The central parent-child relationship in Frankenstein taps into a similar situation. After the birth of the Creature, Victor is likewise isolated in his castle, feebly trying to communicate with the new life he’s made and descending into madness, to the point that he tries to destroy his creation. A frustration towards and endangering of offspring is a theme shared across all these films, but Frankenstein uniquely lingers on the characters as children. It’s not just the Creature who gets a whole Bambi-esque act experiencing nature and the world through fresh eyes, but Victor too. Before we hear about his experiments, we see Victor’s own tough, borderline-abusive father (Charles Dance). In this adaptation, the elder Frankenstein is a physician who expects his son to study hard and uphold the family name when he heads to university; Victor’s youth is spent at their large estate seemingly away from most peers his own age and anyone who isn’t family or staff. In a film that is fairly loyal to its source material, this is one of the most significant changes from Mary Shelley’s novel. In Shelley’s work, Victor’s parents are professional but much more free-spirited. His father Alphonse is a public official, already retired by Victor’s childhood. While he still tries to steer his son, he’s not violent—unlike in the film, he doesn’t resort to corporal punishment when Victor forgets a fact about the human anatomy during a lesson.

This new version of Victor’s past helps us better understand his monstrous treatment of the Creature. A well-worn, pedantic observation is that the Creature is actually “Frankenstein’s monster,” and “Frankenstein” is the scientist who sired it; another is the note that the maker is, in fact, the real monster of Frankenstein. But del Toro is always going to attempt to understand his monster, and the excavation of Victor’s past is part of that effort. It’s time that’s not afforded to the year’s other difficult parental figures.

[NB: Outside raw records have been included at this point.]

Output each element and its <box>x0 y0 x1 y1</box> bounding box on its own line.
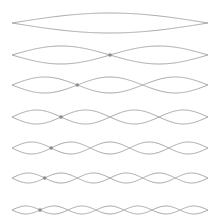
node-marker <box>49 146 53 150</box>
node-marker <box>38 208 42 212</box>
wave-mode-4 <box>12 110 208 124</box>
lower-envelope <box>12 23 208 33</box>
wave-mode-1 <box>12 13 208 33</box>
node-marker <box>43 176 47 180</box>
wave-mode-2 <box>12 46 208 64</box>
upper-envelope <box>12 77 208 93</box>
wave-mode-3 <box>12 77 208 93</box>
lower-envelope <box>12 173 208 183</box>
harmonics-canvas <box>0 0 222 222</box>
wave-mode-5 <box>12 142 208 154</box>
lower-envelope <box>12 77 208 93</box>
lower-envelope <box>12 110 208 124</box>
node-marker <box>108 53 112 57</box>
wave-mode-7 <box>12 206 208 214</box>
node-marker <box>76 83 80 87</box>
standing-waves-diagram <box>0 0 222 222</box>
upper-envelope <box>12 13 208 23</box>
node-marker <box>59 115 63 119</box>
wave-mode-6 <box>12 173 208 183</box>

But this knowledge does not make Victor less monstrous; it just makes it clear that, despite his scientific achievement, there are kinds of progress he is unable or unwilling to make. And by turning the Creature loose into the world—where he can learn on his own, but is hurt without a support system—Victor has created something capable of, even trained in, violence. 

But he has also created something that is capable of forgiving him in the end. As with these other films, and with One Battle After Another in particular, the period of separation between parent and child is something that, at best, cannot last, and, at worst, is actively harmful to both of them. In OBAA, Bob is (rightfully) protective of Willa because he accurately assesses the danger his past poses to their future. Victor keeping his Creature in captivity is far less noble, but, like Willa, the Creature proves himself far more capable than his father believed him to be when he is plunged into a life-or-death situation. The Creature’s intelligence develops with nuance; he gains the ability to forgive the person who gave him life and hurt him so badly because he had time away from him.

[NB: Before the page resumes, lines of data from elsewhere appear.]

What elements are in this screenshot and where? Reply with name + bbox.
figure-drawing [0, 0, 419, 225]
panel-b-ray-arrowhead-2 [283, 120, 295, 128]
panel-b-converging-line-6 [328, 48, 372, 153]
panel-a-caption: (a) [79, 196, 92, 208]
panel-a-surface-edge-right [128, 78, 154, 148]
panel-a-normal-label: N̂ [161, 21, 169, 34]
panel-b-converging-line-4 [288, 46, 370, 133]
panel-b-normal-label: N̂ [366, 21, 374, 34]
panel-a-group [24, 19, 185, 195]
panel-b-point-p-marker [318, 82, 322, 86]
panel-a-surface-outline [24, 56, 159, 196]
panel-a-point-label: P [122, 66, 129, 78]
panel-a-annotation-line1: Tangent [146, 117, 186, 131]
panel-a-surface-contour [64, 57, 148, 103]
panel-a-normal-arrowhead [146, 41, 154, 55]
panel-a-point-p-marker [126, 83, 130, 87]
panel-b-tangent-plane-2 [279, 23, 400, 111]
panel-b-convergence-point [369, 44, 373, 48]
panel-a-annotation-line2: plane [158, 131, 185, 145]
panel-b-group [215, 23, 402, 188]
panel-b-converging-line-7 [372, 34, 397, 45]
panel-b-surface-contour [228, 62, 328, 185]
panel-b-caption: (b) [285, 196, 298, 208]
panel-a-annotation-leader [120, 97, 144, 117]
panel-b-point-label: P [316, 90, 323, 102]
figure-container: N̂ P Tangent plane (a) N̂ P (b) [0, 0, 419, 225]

Shelley’s Frankenstein is subtitled The Modern Prometheus. The implication is that her protagonist sinned in his quest, that his pursuit of knowledge ended in eternal punishment. But in del Toro’s film, it is not merely the Creation that is the sin, but what comes after. The irresponsibility, the parenting that doesn’t happen. The Creature, like any child, represents an open future that will be shaped by his experiences. Frankenstein doesn’t necessarily have the most positive view of parenting, even compared to some of this year’s other films about fallible parents, but it has an unabashedly optimistic view of creation—that our creations are good for the world, and that the world is good for them.